Limitations & Future Work¶
- Partitioning ratios, the layer-wise growth rate \(\alpha\), and the two \(\lambda\) factors are preset hyperparameters. While stable, whether this soft partitioning is optimal across more modalities/tasks is not fully verified.
- Masks are randomly interleaved once before training; the potential for adaptive partitioning (e.g., dynamic adjustment based on FIM) remains unexplored.

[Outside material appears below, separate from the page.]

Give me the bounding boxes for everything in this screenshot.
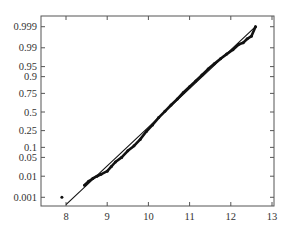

- Evaluations focus on QA/classification benchmarks; effectiveness on more complex tasks like generation or long-sequence multimodal reasoning needs further validation.
- The Non-Text Dominance Rate improved from 14.8% to ~21.4%, which is still far from "balanced" (50%), indicating that imbalance is mitigated rather than cured.
Related Work & Insights¶
- vs. Standard LoRA: Standard LoRA uses a single shared matrix for all modal gradients, leading to text dominance and non-text under-learning. IMoD implicitly decouples three blocks within the same matrix and uses gradient-level control, keeping parameters identical but modalities more balanced.
- vs. Explicit Modality Decomposition (MokA / Uni-modal LoRA): These assign separate matrices per modality, enabling decoupling but scaling parameters linearly, preventing merging, and lacking shared semantic capacity. IMoD achieves decoupling + alignment within a single matrix, preserving parameter efficiency and mergeability while learning modality-invariant semantics.
- vs. Other Imbalance Mitigation Methods: Prior works often focus on alignment learning speeds or adjusting data streams/sampling without inspecting or controlling how modality-specific updates are distributed across trainable parameters. IMoD addresses this directly at the parameter level, which is particularly suitable for parameter-scarce scenarios like low-rank PEFT.
Rating¶
- Novelty: ⭐⭐⭐⭐ "Implicit partitioning + gradient-level constraints" achieves decoupling and alignment in a single matrix; novel and practical, though an incremental refinement within the LoRA framework.
- Experimental Thoroughness: ⭐⭐⭐⭐ Covers audio-visual-text, visual-text, and audio-text configurations with multiple backbones; includes main results, ablations, and hyperparameter analysis.
- Writing Quality: ⭐⭐⭐⭐ Motivation empirically supported by FIM; method is clearly presented step-by-step; minor typos in individual formula dimensions.
- Value: ⭐⭐⭐⭐ Zero extra parameters, mergeable, and plug-and-play mitigation of modality imbalance; directly valuable for MLLM fine-tuning.